87639crestonjoe_guy_long_rider_australia
Australian long rider Joe Guy (right) and his horse

Less than three months since his last visit, Australian horseman Joe Guy made an unscheduled ride through the Creston Valley on Friday.

He was riding a different horse, but travelling with his 14-year-old son, Zack. Guy continues his commitment to life on the road. This time he arrived at Renee’s Roadhouse Diner in a saddle atop Miles, a horse that was given to him in Rock Creek only a couple of weeks ago.

“He’s 11 years old, unbroken and has never worked,” Guy said, saddling up yet another horse that was likely destined for an unhappy end to its life. “No one had laid a hand on him for four years — just catching him was a challenge.”

Eight days after being put into Guy’s remarkable hands, Miles was continuing the southeastward journey that his new owner started in Merritt earlier in May. Guy was riding four-year-old Dan when he and Zack started out. A week on the road followed eight days of training and Dan, once destined for the glue factory, was broken and ready for others to ride.

How long Guy and Miles will travel together is anyone’s guess. The Nomadic long rider left Creston on Friday evening, with plans to rejoin his wife and two daughters in Bayne’s Lake before continuing eastward. Somewhere along the way he will sell Miles, pick up another unbroken horse whose owner is tired of feeding it, work his magic, and saddle up once again.

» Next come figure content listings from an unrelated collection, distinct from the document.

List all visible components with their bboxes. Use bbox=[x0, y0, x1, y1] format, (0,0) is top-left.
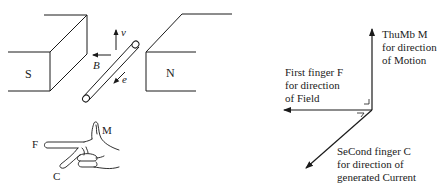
south-pole-label: S bbox=[25, 68, 32, 80]
velocity-label: v bbox=[121, 26, 126, 38]
right-angle-mark bbox=[364, 99, 369, 104]
second-finger-axis-caption: SeCond finger C for direction of generat… bbox=[337, 145, 416, 184]
current-label: e bbox=[122, 73, 127, 85]
north-pole-label: N bbox=[166, 67, 175, 79]
conductor-rod bbox=[81, 40, 140, 104]
first-finger-axis-caption: First finger F for direction of Field bbox=[285, 66, 343, 105]
second-finger-caption-line1: SeCond finger C bbox=[337, 145, 416, 158]
south-magnet bbox=[8, 15, 87, 91]
first-finger-caption-line3: of Field bbox=[285, 92, 343, 105]
first-finger-label: F bbox=[32, 138, 38, 150]
right-angle-mark-2 bbox=[357, 113, 364, 117]
second-finger-caption-line3: generated Current bbox=[337, 171, 416, 184]
second-finger-label: C bbox=[53, 170, 60, 182]
first-finger-caption-line1: First finger F bbox=[285, 66, 343, 79]
second-finger-caption-line2: for direction of bbox=[337, 158, 416, 171]
thumb-caption-line1: ThuMb M bbox=[382, 28, 437, 41]
thumb-axis-caption: ThuMb M for direction of Motion bbox=[382, 28, 437, 67]
field-label: B bbox=[93, 59, 100, 71]
thumb-label: M bbox=[102, 124, 112, 136]
thumb-caption-line2: for direction bbox=[382, 41, 437, 54]
thumb-caption-line3: of Motion bbox=[382, 54, 437, 67]
north-magnet bbox=[146, 14, 232, 91]
first-finger-caption-line2: for direction bbox=[285, 79, 343, 92]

“I’m planning to ride to the East Coast and we will stay there about a year,” he said. “I hear it’s really beautiful there.”

Flat land is starting to sound appealing to Guy, who is limping badly after a planned ride through the Gray Creek Pass to Kimberley went sour. Guy, Zack and Miles met with deep snow about 11 kilometres off Highway 3A and Guy left his two companions behind while he walked a mile to see if conditions improved further on. They didn’t, so he trudged back through the deep snow and the returned to the East Shore and on to Creston.

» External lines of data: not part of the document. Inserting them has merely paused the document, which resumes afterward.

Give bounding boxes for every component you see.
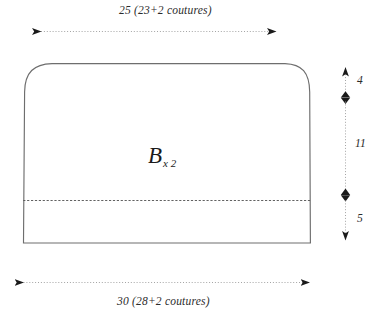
top-dimension-label: 25 (23+2 coutures) bbox=[119, 4, 212, 16]
right-dimension-junction-top-lower bbox=[341, 98, 350, 104]
pattern-diagram: 25 (23+2 coutures) 30 (28+2 coutures) 4 … bbox=[0, 0, 392, 324]
piece-letter: B bbox=[148, 143, 162, 168]
right-dimension-label-11: 11 bbox=[355, 137, 366, 149]
right-dimension-label-5: 5 bbox=[357, 212, 363, 224]
right-dimension-label-4: 4 bbox=[357, 74, 363, 86]
right-dimension-chain bbox=[341, 68, 350, 241]
right-dimension-junction-mid-upper bbox=[341, 189, 350, 195]
bottom-dimension-label: 30 (28+2 coutures) bbox=[117, 295, 210, 307]
pattern-drawing-canvas bbox=[0, 0, 392, 324]
right-dimension-junction-top-upper bbox=[341, 91, 350, 97]
piece-multiplier: x 2 bbox=[163, 157, 176, 169]
piece-label: Bx 2 bbox=[148, 143, 175, 169]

“I hate doubling back,” Guy said. “And now my feet are killing me. When we were in Wynndel, Zack asked me where I would like to be if I could be anywhere in the world. I told him, ‘Right here, but without the friggin’ sore feet.’ I’ve never been so sore in my whole life.”

Since leaving Australia five years ago, Guy has travelled through 14 countries, but he loves Canada.

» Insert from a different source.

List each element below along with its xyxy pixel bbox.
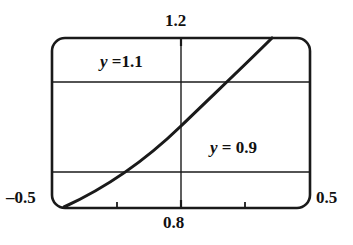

“It changes so fast,” he said. “Once I was riding along under clear skies and 15 minutes later I was in a whiteout. That doesn’t happen back home.”

His nomadic life has also come to suit his wife, too.

“She was talking to somebody and I heard her say she could never own a house,” he smiled. “Good thing, too, because it’s hard to have a house and live like this.”

A musician, author and storyteller, Guy makes cash by performing, selling his book and CD, and selling the horses he is given to train.

“Another life saved,” he thinks, as he passes an animal, once considered “unrideable”, on to an appreciative new owner.

Follow along with Joe Guy and his gypsy life at www.joeguylongrider.com.